5:27 pm on Apr 4, 2005 (gmt 0)

10+ Year Member



i am trying to create an PHP form that checks to see if a radio button as been selected before submitting information.

there are two radio buttons, and the user needs to pick one.

sorry im very new to this and any help would be very much appreciated.

Thanks you in advanced

lag062

5:29 pm on Apr 4, 2005 (gmt 0)

10+ Year Member



also if a radio button is not selected then i need the script to return an error alertin the user.

Any ideas please?

jatar_k

6:53 pm on Apr 4, 2005 (gmt 0)

WebmasterWorld Administrator 10+ Year Member



Welcome to WebmasterWorld lag062,

I am assuming that your form is submitted using the post method. You would do the tests for values etc on the page that is specified in the 'action' of the form.

if you had a radio button such as these 2

<input type="radio" name="choose" value="one">
<input type="radio" name="choose" value="two">

now when this form is posted to your script these variables will become available in the $_POST array. A good way to look at what you have available and to understand how the $_POST array works is to do this in your script

echo '<pre>';
print_r($_POST);
echo '</pre>';

if you have this for now, try submitting your form a bunch of times to see what it looks like. Try once with one radio selected, once with the second and once with none at all and see what your options might be for testing that value.

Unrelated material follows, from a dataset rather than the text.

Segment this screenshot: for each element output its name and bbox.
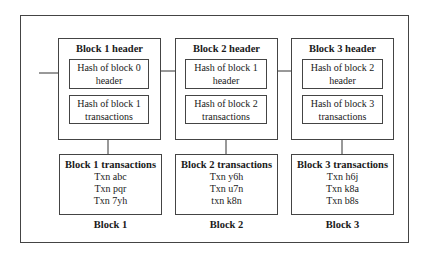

a function that might come in handy is isset [php.net]. That and an if statement and you should be laughing.

ramoneguru

3:59 am on Apr 5, 2005 (gmt 0)

10+ Year Member



If you don't feel like error checking the buttons

<input type="radio" name="choose" value="one" checked>
<input type="radio" name="choose" value="two">

--Nick

sitz

4:06 am on Apr 5, 2005 (gmt 0)

10+ Year Member



Note that you can also do this in javascript; doing so offloads the basic input validation to the browser, which makes it faster (making the user happier) and results in one less hit coming to your servers (effectively increasing your capacity). Note that input validation on javascript is NO SUBSTITUTE for having sanity-checking on the server-side as well, since users can disable javascript, but having an initial check in javascript certainly doesn't hurt. Basically, I recommend using both; one so that the user gets things right, and one to keep them from trying to pull something shady. =)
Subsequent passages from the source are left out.